(TASK TO CARRY OUT):
Going from the top of the data below, give again each line through the one containing "What do you see at coordinates (188, 141)", both ends kept.

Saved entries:
-*-

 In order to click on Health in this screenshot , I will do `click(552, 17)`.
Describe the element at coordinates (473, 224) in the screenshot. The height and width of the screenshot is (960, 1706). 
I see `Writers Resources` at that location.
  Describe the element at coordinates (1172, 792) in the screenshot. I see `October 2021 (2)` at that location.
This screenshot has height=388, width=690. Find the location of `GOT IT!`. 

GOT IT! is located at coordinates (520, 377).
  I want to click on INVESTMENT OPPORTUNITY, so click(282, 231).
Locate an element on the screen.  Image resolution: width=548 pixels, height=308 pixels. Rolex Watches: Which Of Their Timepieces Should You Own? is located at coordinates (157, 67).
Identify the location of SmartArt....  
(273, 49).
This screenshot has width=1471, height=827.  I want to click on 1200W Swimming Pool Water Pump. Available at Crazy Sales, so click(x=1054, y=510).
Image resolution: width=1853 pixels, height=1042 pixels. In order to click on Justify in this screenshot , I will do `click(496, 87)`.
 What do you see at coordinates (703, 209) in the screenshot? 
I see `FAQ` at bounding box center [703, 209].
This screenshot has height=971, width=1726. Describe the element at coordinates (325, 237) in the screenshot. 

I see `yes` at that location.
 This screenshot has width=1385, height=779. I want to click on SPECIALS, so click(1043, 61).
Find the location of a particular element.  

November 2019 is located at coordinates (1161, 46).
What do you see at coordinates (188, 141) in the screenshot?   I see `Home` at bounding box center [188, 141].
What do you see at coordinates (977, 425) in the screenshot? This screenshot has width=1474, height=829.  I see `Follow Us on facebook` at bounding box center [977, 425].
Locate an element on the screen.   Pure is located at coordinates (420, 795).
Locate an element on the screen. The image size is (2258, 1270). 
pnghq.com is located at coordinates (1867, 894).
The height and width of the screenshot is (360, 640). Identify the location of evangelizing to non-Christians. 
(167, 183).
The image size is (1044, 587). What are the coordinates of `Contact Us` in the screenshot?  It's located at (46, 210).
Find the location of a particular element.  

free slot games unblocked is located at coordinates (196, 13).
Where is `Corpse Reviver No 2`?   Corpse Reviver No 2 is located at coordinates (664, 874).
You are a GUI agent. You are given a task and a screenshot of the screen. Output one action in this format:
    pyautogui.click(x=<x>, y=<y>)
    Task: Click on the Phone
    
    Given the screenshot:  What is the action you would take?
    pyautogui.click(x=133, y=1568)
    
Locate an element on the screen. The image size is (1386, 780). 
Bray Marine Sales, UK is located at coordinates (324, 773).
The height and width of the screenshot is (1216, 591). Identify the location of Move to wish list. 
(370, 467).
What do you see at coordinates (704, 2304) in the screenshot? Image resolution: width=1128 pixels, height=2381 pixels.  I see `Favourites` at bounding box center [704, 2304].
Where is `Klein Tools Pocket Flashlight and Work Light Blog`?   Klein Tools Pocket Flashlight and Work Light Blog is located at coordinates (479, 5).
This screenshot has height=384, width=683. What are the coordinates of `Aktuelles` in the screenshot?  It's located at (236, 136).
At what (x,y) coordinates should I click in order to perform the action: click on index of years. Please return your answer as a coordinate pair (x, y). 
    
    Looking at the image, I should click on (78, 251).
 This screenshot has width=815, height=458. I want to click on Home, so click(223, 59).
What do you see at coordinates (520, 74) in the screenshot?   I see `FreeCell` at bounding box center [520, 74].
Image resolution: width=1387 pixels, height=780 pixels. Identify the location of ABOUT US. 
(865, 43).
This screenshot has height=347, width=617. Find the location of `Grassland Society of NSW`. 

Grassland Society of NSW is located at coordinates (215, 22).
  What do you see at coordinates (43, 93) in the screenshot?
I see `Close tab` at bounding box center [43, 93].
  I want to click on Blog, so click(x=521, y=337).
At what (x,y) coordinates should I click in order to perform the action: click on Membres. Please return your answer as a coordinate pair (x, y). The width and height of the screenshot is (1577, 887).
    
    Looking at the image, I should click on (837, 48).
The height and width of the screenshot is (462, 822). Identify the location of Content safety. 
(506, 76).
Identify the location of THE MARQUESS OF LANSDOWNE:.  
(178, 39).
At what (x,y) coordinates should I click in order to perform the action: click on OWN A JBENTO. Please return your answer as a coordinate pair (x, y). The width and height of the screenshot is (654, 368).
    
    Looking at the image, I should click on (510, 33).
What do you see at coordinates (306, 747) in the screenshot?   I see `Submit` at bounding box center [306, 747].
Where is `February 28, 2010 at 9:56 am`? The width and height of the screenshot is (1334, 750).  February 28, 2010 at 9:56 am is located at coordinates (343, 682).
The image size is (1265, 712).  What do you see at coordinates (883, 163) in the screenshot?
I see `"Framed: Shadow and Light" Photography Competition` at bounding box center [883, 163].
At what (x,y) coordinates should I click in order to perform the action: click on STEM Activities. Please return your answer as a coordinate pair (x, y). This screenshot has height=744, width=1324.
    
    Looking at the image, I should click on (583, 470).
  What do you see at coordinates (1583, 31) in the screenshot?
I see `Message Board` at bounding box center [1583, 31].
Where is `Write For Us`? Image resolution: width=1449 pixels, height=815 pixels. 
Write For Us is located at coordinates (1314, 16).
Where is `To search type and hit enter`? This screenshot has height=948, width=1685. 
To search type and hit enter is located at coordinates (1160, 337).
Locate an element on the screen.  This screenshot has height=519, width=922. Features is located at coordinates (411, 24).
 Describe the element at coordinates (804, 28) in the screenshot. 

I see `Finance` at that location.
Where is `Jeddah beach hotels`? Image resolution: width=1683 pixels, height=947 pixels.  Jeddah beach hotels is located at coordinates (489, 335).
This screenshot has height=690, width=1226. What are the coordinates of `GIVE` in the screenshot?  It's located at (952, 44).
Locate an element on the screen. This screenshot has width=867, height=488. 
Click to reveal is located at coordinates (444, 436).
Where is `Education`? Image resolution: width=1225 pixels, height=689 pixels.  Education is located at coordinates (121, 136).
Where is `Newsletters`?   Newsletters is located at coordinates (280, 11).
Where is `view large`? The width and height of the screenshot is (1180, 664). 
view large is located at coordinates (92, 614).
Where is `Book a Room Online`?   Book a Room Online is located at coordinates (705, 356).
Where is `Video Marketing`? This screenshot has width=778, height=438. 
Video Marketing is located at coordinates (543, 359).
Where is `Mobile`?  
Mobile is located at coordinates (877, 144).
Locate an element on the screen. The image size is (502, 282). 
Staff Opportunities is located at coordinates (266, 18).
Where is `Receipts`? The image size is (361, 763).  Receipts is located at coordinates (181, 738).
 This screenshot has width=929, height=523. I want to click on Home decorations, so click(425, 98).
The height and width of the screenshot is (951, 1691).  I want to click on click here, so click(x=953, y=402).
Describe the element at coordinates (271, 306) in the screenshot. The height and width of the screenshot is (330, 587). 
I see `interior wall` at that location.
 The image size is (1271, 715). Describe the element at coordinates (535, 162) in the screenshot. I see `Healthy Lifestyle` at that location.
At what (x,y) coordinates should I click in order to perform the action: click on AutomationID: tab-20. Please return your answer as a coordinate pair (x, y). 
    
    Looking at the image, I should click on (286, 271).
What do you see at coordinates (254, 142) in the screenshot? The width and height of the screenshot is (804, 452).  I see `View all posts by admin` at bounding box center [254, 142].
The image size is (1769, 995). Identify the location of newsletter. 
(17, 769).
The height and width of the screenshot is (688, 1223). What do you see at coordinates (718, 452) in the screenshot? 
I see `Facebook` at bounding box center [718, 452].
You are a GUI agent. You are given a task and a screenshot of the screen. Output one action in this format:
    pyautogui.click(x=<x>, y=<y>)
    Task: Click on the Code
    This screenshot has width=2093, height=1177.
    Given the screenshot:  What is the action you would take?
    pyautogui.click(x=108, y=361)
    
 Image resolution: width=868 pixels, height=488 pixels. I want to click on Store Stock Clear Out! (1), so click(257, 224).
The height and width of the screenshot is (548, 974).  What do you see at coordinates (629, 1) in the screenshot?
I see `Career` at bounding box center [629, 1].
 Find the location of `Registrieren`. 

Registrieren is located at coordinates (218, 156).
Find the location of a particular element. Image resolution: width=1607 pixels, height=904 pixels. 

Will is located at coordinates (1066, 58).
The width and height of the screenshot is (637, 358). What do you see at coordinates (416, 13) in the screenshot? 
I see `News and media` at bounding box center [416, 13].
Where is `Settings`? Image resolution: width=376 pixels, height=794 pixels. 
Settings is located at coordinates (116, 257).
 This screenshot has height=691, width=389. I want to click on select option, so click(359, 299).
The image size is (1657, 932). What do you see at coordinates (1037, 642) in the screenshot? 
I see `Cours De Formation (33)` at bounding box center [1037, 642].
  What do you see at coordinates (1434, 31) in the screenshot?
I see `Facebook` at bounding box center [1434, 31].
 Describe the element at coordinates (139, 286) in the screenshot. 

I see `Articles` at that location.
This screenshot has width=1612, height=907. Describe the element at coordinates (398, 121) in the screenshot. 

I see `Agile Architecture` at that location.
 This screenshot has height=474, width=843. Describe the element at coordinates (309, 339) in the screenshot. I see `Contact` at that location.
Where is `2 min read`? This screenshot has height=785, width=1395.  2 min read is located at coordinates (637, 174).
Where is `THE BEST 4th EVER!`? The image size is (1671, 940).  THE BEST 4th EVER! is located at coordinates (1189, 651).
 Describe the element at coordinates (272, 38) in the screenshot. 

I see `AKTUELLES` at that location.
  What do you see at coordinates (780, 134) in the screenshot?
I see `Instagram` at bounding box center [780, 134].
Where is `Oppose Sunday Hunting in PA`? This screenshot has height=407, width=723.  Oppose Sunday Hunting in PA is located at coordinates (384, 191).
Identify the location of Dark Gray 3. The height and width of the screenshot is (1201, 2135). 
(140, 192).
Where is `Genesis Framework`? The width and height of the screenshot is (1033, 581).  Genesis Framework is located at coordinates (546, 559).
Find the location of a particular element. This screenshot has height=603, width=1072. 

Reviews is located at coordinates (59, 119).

-*-

(SOLVED PROBLEM):
 In order to click on Health in this screenshot , I will do `click(552, 17)`.
Describe the element at coordinates (473, 224) in the screenshot. The height and width of the screenshot is (960, 1706). 
I see `Writers Resources` at that location.
  Describe the element at coordinates (1172, 792) in the screenshot. I see `October 2021 (2)` at that location.
This screenshot has height=388, width=690. Find the location of `GOT IT!`. 

GOT IT! is located at coordinates (520, 377).
  I want to click on INVESTMENT OPPORTUNITY, so click(282, 231).
Locate an element on the screen.  Image resolution: width=548 pixels, height=308 pixels. Rolex Watches: Which Of Their Timepieces Should You Own? is located at coordinates (157, 67).
Identify the location of SmartArt....  
(273, 49).
This screenshot has width=1471, height=827.  I want to click on 1200W Swimming Pool Water Pump. Available at Crazy Sales, so click(x=1054, y=510).
Image resolution: width=1853 pixels, height=1042 pixels. In order to click on Justify in this screenshot , I will do `click(496, 87)`.
 What do you see at coordinates (703, 209) in the screenshot? 
I see `FAQ` at bounding box center [703, 209].
This screenshot has height=971, width=1726. Describe the element at coordinates (325, 237) in the screenshot. 

I see `yes` at that location.
 This screenshot has width=1385, height=779. I want to click on SPECIALS, so click(1043, 61).
Find the location of a particular element.  

November 2019 is located at coordinates (1161, 46).
What do you see at coordinates (188, 141) in the screenshot?   I see `Home` at bounding box center [188, 141].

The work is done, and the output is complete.